Tuesday, September 09, 2014

The royal baby, the Society of the Spectacle and some adorable old lesbians


OK, so Kate and William are doing another baby. My immediate reaction is... well, not much, really, but apparently that’s not an option. I blame The Archers.

Allow me to explain. There I was, on a Facebook page devoted to discussing the resilient radio soap opera about sexually incontinent country folk when I raised the question of how the scriptwriters might deal with the news of the forthcoming junior royal. I also wondered aloud whether any character on the soap had ever expressed an opinion relating to the monarchy that was anything other than deliriously obsequious. For example, when the Duchess of Cornwall visited Ambridge (it being that sort of show) not a single soul made any half-jokey remark about how she’d probably murdered Diana, thus rather denting the programme’s claims to verisimilitude. Meanwhile, Linda Snell practically wet herself with delight when she came into vague proximity with the royal consort.

Someone asked whether this meant that I wanted a character to say that it was a terrible thing that a new baby is on the way. Of course not, I explained; any healthy, wanted new child should be a cause for happiness. What I might expect from one or more residents of Ambridge (I’m thinking Jim or Jazza, Pat or Matt) is at least a raised eyebrow at the torrent of media coverage, at once demented and banal, that this pregnancy will undoubtedly attract. I did try to float the idea that the people we know as “the royal family” are in fact characters in a hugely complex soap opera with more than a hint of reality TV, a Truman Show with tiaras. This may have been pushing things too far (and yes, I did drop Baudrillard and Debord into the conversation) but was it not telling that a speech by the general secretary of the TUC about the return of a Downton Abbey-era Britain was interrupted by a newsflash announcing the new tenant in the Duchess’s uterus? And that’s before we get to the timing of the announcement vis-à-vis the Scottish referendum.

“Oh, why do you have to make it so political?” they ask, implying that to question the monarchy is a political stance, whereas to support it isn’t. “You’re just being divisive. Why can’t you just let people be happy for a change?” But the thing is, if we really want something to bring us all together, to make us happy, we don’t need to seize on the fact that two rich people have created another rich person. On the same day the news came through of Kate’s pregnancy, I came across this story, from the Quad-City Times, about two women in Davenport, Iowa, who are finally able to marry each other after a relationship of – so far – 72 years. And that’s what makes me happy (albeit in a slightly choked-up, salty-eyed, I’ll-be-all-right-in-a-moment way). I wonder if they’ll mention it on The Archers.


PS: Then there’s this, via Jon Russell:

5 comments:

Vicus Scurra said...

Did you dare - and this would have been an act of political bravado never before witnessed - when discussing the timing of the announcement of the pregnancy in relation to Scotland, Grace Archer?
A simple tale of country folk? I think not! A blatant example of mass media manipulation.
I'm sticking with the Magic Roundabout.

Richard said...

I'll bet you tuppence they don't.

Martin said...

Divisive, Tim? Surely not. I'm happy for the lesbians, too.

Valerie Polichar said...

The adorable old lesbians got me too. Mind you, there's a fierce political story under the human interest there. That creates that mysterious but essential element called 'depth'.

Not that there's not a political story under the royals -- but it isn't really fierce, and it's nothing to do with the baby.

Tim F said...

The Grace Archer comaparison was raised, Vicus. Am currently being waterboarded with a small man in rimless spectacles standing next to me, hissing "what else do you know?"

We can but hope, Richard.

Never have elderly sapphists made me so joyful, Martin.

The political story behind the royals is so fierce, nobody wants to tell it, Valerie. Class has replaced race and gender as the unmentionable difference.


Give the number of lines in the records below that include "elements". Reply with that number alone.

Exercise data:
++++++++
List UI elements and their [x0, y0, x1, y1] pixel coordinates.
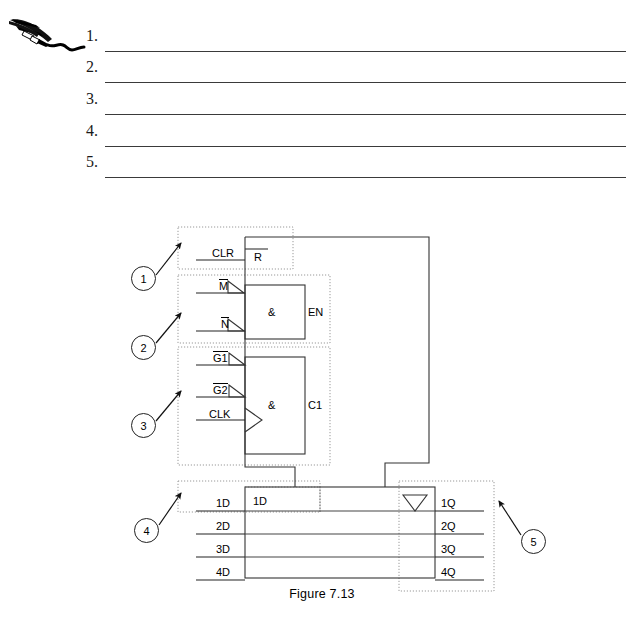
c1-output-label: C1 — [308, 399, 322, 411]
n-label: N — [221, 317, 229, 330]
q-output-label-1: 1Q — [441, 497, 456, 509]
q-output-label-3: 3Q — [441, 543, 456, 555]
q-output-label-4: 4Q — [441, 566, 456, 578]
clk-dynamic-triangle — [245, 408, 262, 432]
g1-label: G1 — [213, 351, 228, 364]
answer-rule[interactable] — [105, 146, 626, 147]
annotation-region-4 — [178, 481, 320, 512]
answer-row[interactable]: 4. — [86, 122, 626, 150]
g1-label-text: G1 — [213, 351, 228, 364]
figure-7-13: CLR R M N & EN G1 G2 CLK & C1 1D 1D 2D 3… — [0, 205, 644, 626]
q-output-label-2: 2Q — [441, 520, 456, 532]
callout-circle-5[interactable]: 5 — [521, 529, 546, 554]
g2-label: G2 — [213, 383, 228, 396]
answer-rule[interactable] — [105, 114, 626, 115]
m-label: M — [219, 279, 228, 292]
r-pin-label: R — [254, 251, 262, 263]
answer-number: 1. — [86, 27, 98, 45]
callout-circle-3[interactable]: 3 — [131, 413, 156, 438]
answer-row[interactable]: 3. — [86, 90, 626, 118]
answer-number: 5. — [86, 153, 98, 171]
control-block-outline — [245, 237, 429, 487]
answer-row[interactable]: 5. — [86, 153, 626, 181]
clk-label: CLK — [209, 408, 230, 420]
register-block-outline — [245, 487, 435, 578]
d-input-label-3: 3D — [216, 543, 230, 555]
callout-arrow-2 — [156, 313, 181, 343]
quill-pen-icon — [6, 14, 90, 56]
answer-row[interactable]: 2. — [86, 58, 626, 86]
callout-circle-2[interactable]: 2 — [131, 335, 156, 360]
figure-caption: Figure 7.13 — [0, 587, 644, 601]
answer-number: 3. — [86, 90, 98, 108]
callout-arrow-3 — [156, 391, 181, 421]
d-input-label-4: 4D — [216, 566, 230, 578]
answer-number: 2. — [86, 58, 98, 76]
annotation-region-1 — [178, 227, 293, 269]
n-label-text: N — [221, 317, 229, 330]
g2-label-text: G2 — [213, 383, 228, 396]
en-output-label: EN — [308, 306, 323, 318]
callout-circle-1[interactable]: 1 — [131, 266, 156, 291]
answer-lines-section: 1. 2. 3. 4. 5. — [0, 0, 644, 200]
g2-inverter-triangle — [229, 385, 245, 397]
m-label-text: M — [219, 279, 228, 292]
n-inverter-triangle — [228, 319, 244, 331]
callout-circle-4[interactable]: 4 — [134, 518, 159, 543]
g1-inverter-triangle — [229, 353, 245, 365]
clr-label: CLR — [212, 247, 234, 259]
register-first-cell-label: 1D — [253, 495, 267, 507]
d-input-label-2: 2D — [216, 520, 230, 532]
d-input-label-1: 1D — [216, 497, 230, 509]
answer-rule[interactable] — [105, 177, 626, 178]
c1-gate-symbol: & — [268, 399, 275, 411]
answer-row[interactable]: 1. — [86, 27, 626, 55]
register-cell-divider — [245, 511, 435, 557]
callout-arrow-1 — [156, 243, 181, 275]
answer-number: 4. — [86, 122, 98, 140]
dynamic-indicator-triangle — [403, 495, 427, 511]
answer-rule[interactable] — [105, 82, 626, 83]
callout-arrow-5 — [499, 501, 521, 535]
en-gate-symbol: & — [268, 306, 275, 318]
m-inverter-triangle — [228, 281, 244, 293]
answer-rule[interactable] — [105, 51, 626, 52]
logic-diagram — [0, 205, 644, 626]
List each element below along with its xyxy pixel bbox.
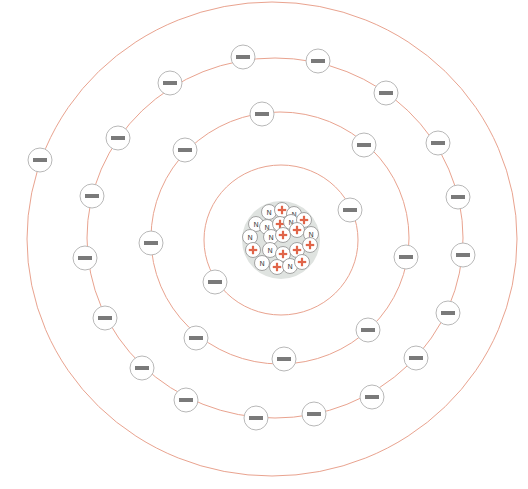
electron — [130, 356, 154, 380]
minus-icon — [144, 241, 158, 245]
neutron-label: N — [259, 260, 264, 268]
minus-icon — [409, 356, 423, 360]
minus-icon — [431, 141, 445, 145]
electron — [244, 406, 268, 430]
electron — [139, 231, 163, 255]
minus-icon — [343, 208, 357, 212]
electron — [272, 347, 296, 371]
electron — [73, 246, 97, 270]
electron — [184, 326, 208, 350]
electron — [93, 306, 117, 330]
bohr-model-canvas: NNNNNNNNNNN — [0, 0, 528, 489]
minus-icon — [98, 316, 112, 320]
neutron-label: N — [247, 234, 252, 242]
electron — [352, 133, 376, 157]
minus-icon — [178, 148, 192, 152]
minus-icon — [255, 112, 269, 116]
neutron-label: N — [253, 221, 258, 229]
neutron: N — [255, 256, 270, 271]
electron — [374, 81, 398, 105]
electron — [231, 45, 255, 69]
proton — [290, 223, 305, 238]
electron — [451, 243, 475, 267]
neutron: N — [262, 205, 277, 220]
minus-icon — [456, 253, 470, 257]
minus-icon — [277, 357, 291, 361]
minus-icon — [179, 398, 193, 402]
minus-icon — [236, 55, 250, 59]
electron — [394, 245, 418, 269]
proton — [303, 238, 318, 253]
minus-icon — [189, 336, 203, 340]
neutron-label: N — [287, 263, 292, 271]
electron — [360, 385, 384, 409]
proton — [276, 228, 291, 243]
minus-icon — [451, 195, 465, 199]
electron — [174, 388, 198, 412]
nucleus: NNNNNNNNNNN — [242, 201, 320, 279]
electron — [80, 184, 104, 208]
electron — [106, 126, 130, 150]
electron — [404, 346, 428, 370]
minus-icon — [111, 136, 125, 140]
electron — [426, 131, 450, 155]
minus-icon — [163, 81, 177, 85]
atom-diagram: NNNNNNNNNNN — [0, 0, 528, 489]
neutron-label: N — [267, 247, 272, 255]
electron — [203, 270, 227, 294]
neutron-label: N — [266, 209, 271, 217]
electron — [338, 198, 362, 222]
minus-icon — [357, 143, 371, 147]
electron — [158, 71, 182, 95]
minus-icon — [135, 366, 149, 370]
minus-icon — [441, 311, 455, 315]
proton — [246, 243, 261, 258]
minus-icon — [365, 395, 379, 399]
electron — [306, 49, 330, 73]
neutron-label: N — [268, 234, 273, 242]
minus-icon — [361, 328, 375, 332]
electron — [446, 185, 470, 209]
electron — [250, 102, 274, 126]
minus-icon — [307, 412, 321, 416]
minus-icon — [399, 255, 413, 259]
electron — [436, 301, 460, 325]
minus-icon — [33, 158, 47, 162]
proton — [295, 255, 310, 270]
minus-icon — [311, 59, 325, 63]
electron — [173, 138, 197, 162]
minus-icon — [379, 91, 393, 95]
electron — [28, 148, 52, 172]
neutron: N — [243, 230, 258, 245]
electron — [302, 402, 326, 426]
minus-icon — [78, 256, 92, 260]
minus-icon — [249, 416, 263, 420]
minus-icon — [85, 194, 99, 198]
electron — [356, 318, 380, 342]
minus-icon — [208, 280, 222, 284]
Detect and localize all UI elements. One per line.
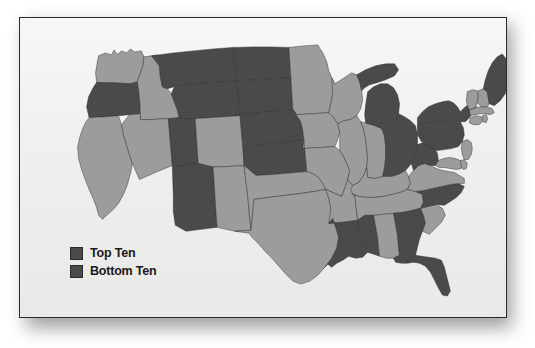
state-arizona[interactable] [172,164,217,232]
state-connecticut[interactable] [469,116,482,125]
legend-label-top-ten: Top Ten [90,247,135,260]
map-figure-panel: Top Ten Bottom Ten [19,17,507,318]
legend-swatch-bottom-ten [70,265,83,278]
state-new-jersey[interactable] [461,140,472,160]
state-colorado[interactable] [195,116,244,167]
state-north-dakota[interactable] [233,47,291,81]
state-utah[interactable] [168,118,198,167]
state-oregon[interactable] [87,82,141,118]
state-minnesota[interactable] [289,45,335,115]
legend-item-top-ten: Top Ten [70,246,157,261]
legend-item-bottom-ten: Bottom Ten [70,264,157,279]
legend-swatch-top-ten [70,247,83,260]
state-south-dakota[interactable] [237,78,293,116]
state-rhode-island[interactable] [482,115,487,123]
state-florida[interactable] [394,255,451,296]
state-maryland[interactable] [435,158,463,170]
legend-label-bottom-ten: Bottom Ten [90,265,157,278]
state-wisconsin[interactable] [329,73,363,124]
state-washington[interactable] [96,49,144,84]
map-legend: Top Ten Bottom Ten [70,246,157,279]
state-wyoming[interactable] [171,81,240,119]
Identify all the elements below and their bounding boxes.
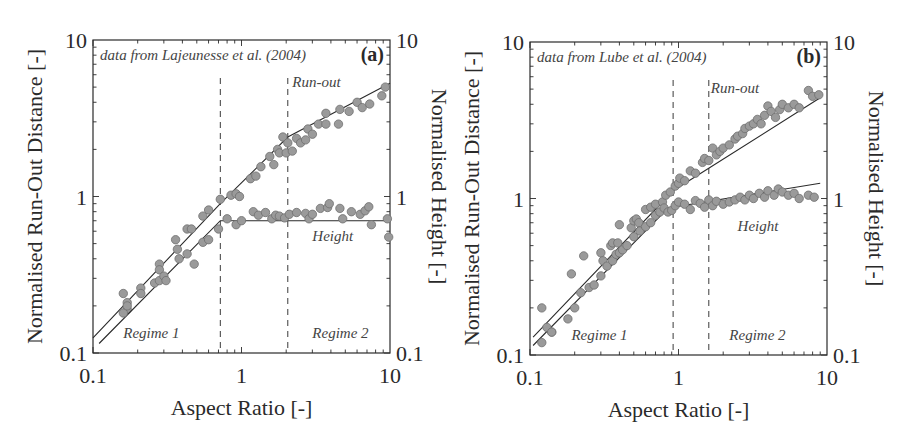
data-point bbox=[383, 215, 391, 223]
y-right-tick-label: 0.1 bbox=[833, 343, 861, 368]
annotation-label: Regime 1 bbox=[570, 327, 627, 343]
data-point bbox=[381, 83, 389, 91]
panel-label: (a) bbox=[361, 43, 384, 66]
data-point bbox=[266, 152, 274, 160]
data-point bbox=[270, 160, 278, 168]
y-right-axis-title: Normalised Height [-] bbox=[864, 91, 889, 287]
data-point bbox=[691, 169, 699, 177]
chart-panel-a: 0.11100.11100.1110Aspect Ratio [-]Normal… bbox=[0, 0, 457, 440]
data-point bbox=[757, 120, 765, 128]
data-point bbox=[257, 163, 265, 171]
y-right-tick-label: 10 bbox=[833, 30, 855, 55]
data-point bbox=[183, 250, 191, 258]
data-point bbox=[119, 289, 127, 297]
data-point bbox=[538, 338, 546, 346]
data-point bbox=[284, 139, 292, 147]
data-point bbox=[680, 177, 688, 185]
y-left-tick-label: 10 bbox=[502, 30, 524, 55]
data-point bbox=[345, 107, 353, 115]
data-point bbox=[590, 281, 598, 289]
data-point bbox=[216, 195, 224, 203]
series-run-out bbox=[93, 83, 390, 338]
data-point bbox=[334, 120, 342, 128]
y-right-tick-label: 1 bbox=[396, 185, 407, 210]
y-right-tick-label: 10 bbox=[396, 28, 418, 53]
data-point bbox=[187, 225, 195, 233]
data-point bbox=[358, 103, 366, 111]
series-height bbox=[99, 200, 393, 344]
chart-a-svg: 0.11100.11100.1110Aspect Ratio [-]Normal… bbox=[0, 0, 457, 440]
data-point bbox=[538, 304, 546, 312]
data-point bbox=[162, 276, 170, 284]
data-point bbox=[367, 221, 375, 229]
data-point bbox=[308, 210, 316, 218]
y-left-tick-label: 0.1 bbox=[497, 343, 525, 368]
data-point bbox=[137, 289, 145, 297]
annotation-label: Regime 2 bbox=[728, 327, 786, 343]
data-point bbox=[623, 241, 631, 249]
data-point bbox=[261, 208, 269, 216]
data-point bbox=[336, 204, 344, 212]
annotation-label: Run-out bbox=[291, 74, 341, 90]
data-point bbox=[308, 130, 316, 138]
y-left-axis-title: Normalised Run-Out Distance [-] bbox=[459, 51, 484, 346]
y-left-tick-label: 10 bbox=[65, 28, 87, 53]
data-point bbox=[366, 100, 374, 108]
data-point bbox=[123, 302, 131, 310]
annotation-label: Run-out bbox=[710, 80, 760, 96]
chart-panel-b: 0.11100.11100.1110Aspect Ratio [-]Normal… bbox=[457, 0, 914, 440]
data-point bbox=[214, 225, 222, 233]
annotation-label: Height bbox=[311, 228, 354, 244]
data-point bbox=[795, 104, 803, 112]
data-point bbox=[336, 105, 344, 113]
data-point bbox=[810, 193, 818, 201]
y-left-tick-label: 1 bbox=[513, 187, 524, 212]
data-point bbox=[175, 255, 183, 263]
data-point bbox=[339, 215, 347, 223]
data-point bbox=[235, 192, 243, 200]
data-point bbox=[580, 252, 588, 260]
data-point bbox=[615, 221, 623, 229]
data-point bbox=[567, 270, 575, 278]
annotation-label: Regime 2 bbox=[311, 325, 369, 341]
data-point bbox=[385, 233, 393, 241]
y-left-tick-label: 1 bbox=[76, 185, 87, 210]
data-point bbox=[190, 260, 198, 268]
source-note: data from Lajeunesse et al. (2004) bbox=[100, 47, 306, 64]
data-point bbox=[322, 120, 330, 128]
data-point bbox=[705, 156, 713, 164]
x-axis-title: Aspect Ratio [-] bbox=[171, 395, 313, 420]
y-left-axis-title: Normalised Run-Out Distance [-] bbox=[22, 49, 47, 344]
data-point bbox=[322, 109, 330, 117]
x-axis-title: Aspect Ratio [-] bbox=[608, 397, 750, 422]
data-point bbox=[288, 147, 296, 155]
data-point bbox=[325, 200, 333, 208]
data-point bbox=[771, 113, 779, 121]
data-point bbox=[597, 272, 605, 280]
data-point bbox=[571, 304, 579, 312]
annotation-label: Height bbox=[737, 218, 780, 234]
x-tick-label: 10 bbox=[379, 363, 401, 388]
x-tick-label: 1 bbox=[673, 365, 684, 390]
y-left-tick-label: 0.1 bbox=[60, 341, 88, 366]
series-height bbox=[533, 183, 820, 346]
data-point bbox=[597, 249, 605, 257]
data-point bbox=[223, 215, 231, 223]
x-tick-label: 0.1 bbox=[516, 365, 544, 390]
x-tick-label: 0.1 bbox=[79, 363, 107, 388]
data-point bbox=[173, 245, 181, 253]
data-point bbox=[548, 328, 556, 336]
data-point bbox=[347, 208, 355, 216]
series-run-out bbox=[533, 86, 823, 337]
data-point bbox=[237, 217, 245, 225]
y-right-tick-label: 1 bbox=[833, 187, 844, 212]
fit-line bbox=[93, 83, 390, 338]
data-point bbox=[252, 172, 260, 180]
data-point bbox=[577, 289, 585, 297]
y-right-tick-label: 0.1 bbox=[396, 341, 424, 366]
panel-label: (b) bbox=[797, 45, 821, 68]
data-point bbox=[292, 208, 300, 216]
data-point bbox=[378, 92, 386, 100]
data-point bbox=[171, 236, 179, 244]
data-point bbox=[686, 205, 694, 213]
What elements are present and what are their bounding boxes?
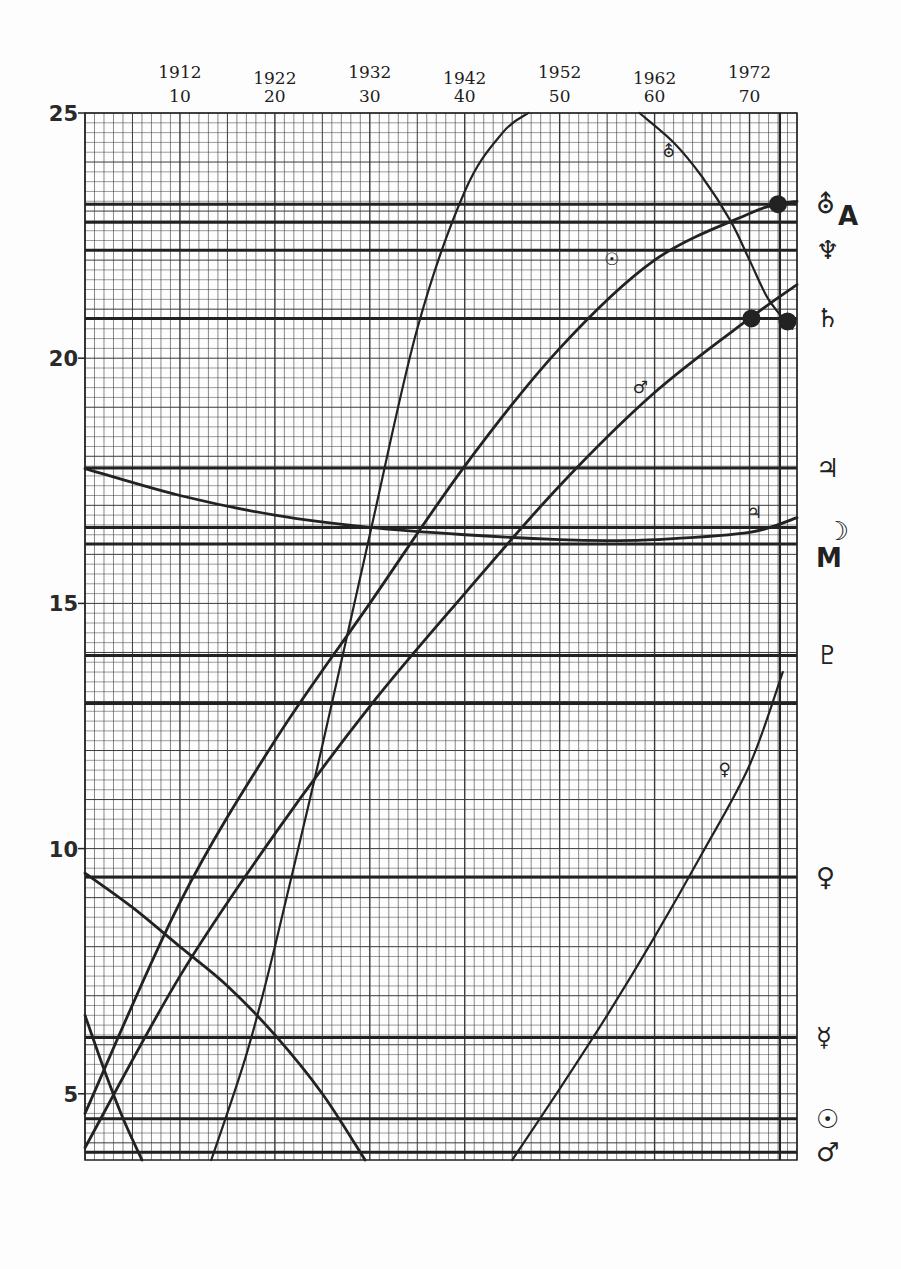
legend-symbol-mars: ♂ <box>816 1137 839 1167</box>
saturn-uranus-dot <box>779 312 797 330</box>
y-tick-label: 10 <box>49 838 78 862</box>
legend-symbol-uranus: ⛢ <box>816 189 835 219</box>
x-tick-year: 1972 <box>728 62 771 82</box>
curve-label-venus-curve: ♀ <box>719 759 731 779</box>
right-legend: ⛢A♆♄♃☽M♇♀☿☉♂ <box>816 189 858 1167</box>
x-tick-year: 1952 <box>538 62 581 82</box>
x-tick-label: 50 <box>549 86 571 106</box>
legend-symbol-m: M <box>816 543 842 573</box>
curve-label-uranus-curve: ⛢ <box>663 141 675 161</box>
x-axis-ticks: 1912101922201932301942401952501962601972… <box>158 62 771 106</box>
curve-label-mars-curve: ♂ <box>633 377 648 397</box>
y-tick-label: 15 <box>49 592 78 616</box>
legend-symbol-jupiter: ♃ <box>816 453 839 483</box>
y-axis-ticks: 252015105 <box>49 102 85 1107</box>
legend-symbol-mercury: ☿ <box>816 1022 832 1052</box>
saturn-mars-dot <box>742 309 760 327</box>
legend-symbol-venus: ♀ <box>816 862 835 892</box>
curve-label-sun-curve: ☉ <box>604 249 619 269</box>
legend-symbol-moon: ☽ <box>826 516 849 546</box>
x-tick-label: 40 <box>454 86 476 106</box>
y-tick-label: 25 <box>49 102 78 126</box>
y-tick-label: 20 <box>49 347 78 371</box>
reference-lines <box>85 204 797 1152</box>
legend-symbol-neptune: ♆ <box>816 235 839 265</box>
chart: ☉♂♃⛢♀ 1912101922201932301942401952501962… <box>0 0 901 1269</box>
series-sun-curve <box>85 201 797 1113</box>
x-tick-year: 1942 <box>443 68 486 88</box>
legend-symbol-sun: ☉ <box>816 1104 839 1134</box>
x-tick-label: 10 <box>169 86 191 106</box>
uranus-conjunction-dot <box>769 195 787 213</box>
legend-symbol-saturn: ♄ <box>816 303 839 333</box>
legend-symbol-a: A <box>838 201 858 231</box>
x-tick-label: 30 <box>359 86 381 106</box>
y-tick-label: 5 <box>63 1083 78 1107</box>
x-tick-year: 1922 <box>253 68 296 88</box>
curve-label-jupiter-curve: ♃ <box>747 502 762 522</box>
series-jupiter-curve <box>85 469 797 541</box>
legend-symbol-pluto: ♇ <box>816 640 839 670</box>
series-venus-curve <box>512 672 783 1160</box>
x-tick-label: 60 <box>644 86 666 106</box>
x-tick-label: 70 <box>739 86 761 106</box>
series-mars-curve <box>85 285 797 1148</box>
x-tick-year: 1962 <box>633 68 676 88</box>
x-tick-label: 20 <box>264 86 286 106</box>
x-tick-year: 1912 <box>158 62 201 82</box>
x-tick-year: 1932 <box>348 62 391 82</box>
grid <box>85 113 797 1160</box>
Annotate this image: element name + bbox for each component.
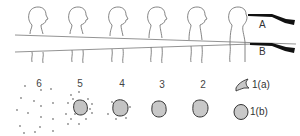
++++++++
Output for this task: 4